The optics were loud. Prime Minister Narendra Modi landed in Tel Aviv, and Benjamin Netanyahu didn't just show up; he performed. He greeted Modi with the kind of enthusiasm usually reserved for a long-lost brother who just won the lottery. Then came the dinner. Netanyahu appeared in Indian attire, a sartorial hug designed to tell the world that the "Bibi-Modi bromance" is more than just a press release. It was geopolitical cosplay at its finest.
But don’t let the silk and the smiles fool you. This isn’t a buddy comedy. It’s a cold-blooded merger of interests.
When two leaders with this much baggage sit down for a meal, they aren’t just swapping recipes. They’re swapping lists. Shopping lists. Mostly for things that fly, boom, or spy. While the social media clips show the two men laughing over a table of gourmet fusion, the real conversation is likely buried in the fine print of a $2 billion deal for surface-to-air missiles. Or perhaps the quiet, persistent hum of surveillance software that has a nasty habit of showing up on the phones of journalists and activists.
The "Start-up Nation" meets the "Digital India" push. It sounds clean. It sounds like progress. In reality, it’s a very expensive way to ensure both leaders have the most sophisticated toys to keep their respective houses in order.
Let’s talk about the friction. You can’t ignore the shadow of NSO Group. The Pegasus scandal didn’t just evaporate because these two shared a plate of malai kofta. It’s the elephant in the room, except the elephant is wearing a wire and recording your keystrokes. India’s appetite for Israeli defense tech isn’t a secret—it’s a multi-billion dollar line item. We’re looking at a partnership built on the iron-clad logic of "security first, questions never."
The PR machine wants you to focus on the hug. They want you to marvel at the "chemistry." It’s a gift for the 24-hour news cycle because it’s easy to digest. It’s visual. It distracts from the messy trade-offs. For every high-res photo of the two walking barefoot on an Israeli beach, there’s a quiet agreement about drone exports or cybersecurity protocols that bypass the usual democratic guardrails.
There is a specific kind of synergy here that should make anyone who cares about digital privacy a little nervous. Israel provides the hardware and the ruthless efficiency of a state constantly on a war footing. India provides the scale—a massive, growing market and a bottomless pit of data. It’s a match made in a high-security boardroom, not a temple.
The dinner was private. The menu was probably exquisite. But the bill is being picked up by people who weren’t invited to the table. When the leader of a self-proclaimed "digital superpower" breaks bread with the king of surveillance tech, the salt on the table isn't just for flavor. It’s for the wounds of anyone still clinging to the idea that tech is a neutral tool for liberation.

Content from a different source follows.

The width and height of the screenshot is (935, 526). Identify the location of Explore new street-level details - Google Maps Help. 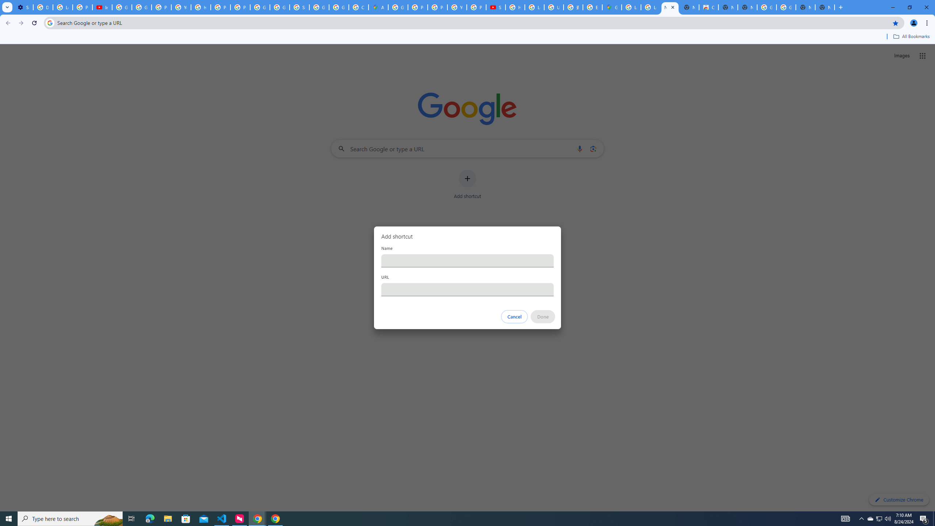
(592, 7).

The tech press will talk about "collaboration" in AI and "synergy" in agriculture. They’ll mention the desalination plants and the water tech. That’s the garnish. The main course is defense and intelligence. It’s the $1 billion spent on Heron drones and the endless loop of "security cooperation" that usually ends with a contract signed in a room with no windows.
They looked comfortable together. Bibi pulled off the look. Modi looked like a man who knew he was getting exactly what he came for. The cameras eventually turned off. The guests went home. The Indian attire was likely folded up and put into a closet, a costume for a very specific, very expensive performance.
The optics are settled. The deals are inked. The hugs are over. Now, we’re left to wonder: in a world where these two are the architects of the "new digital age," who exactly is being secured, and who is being watched?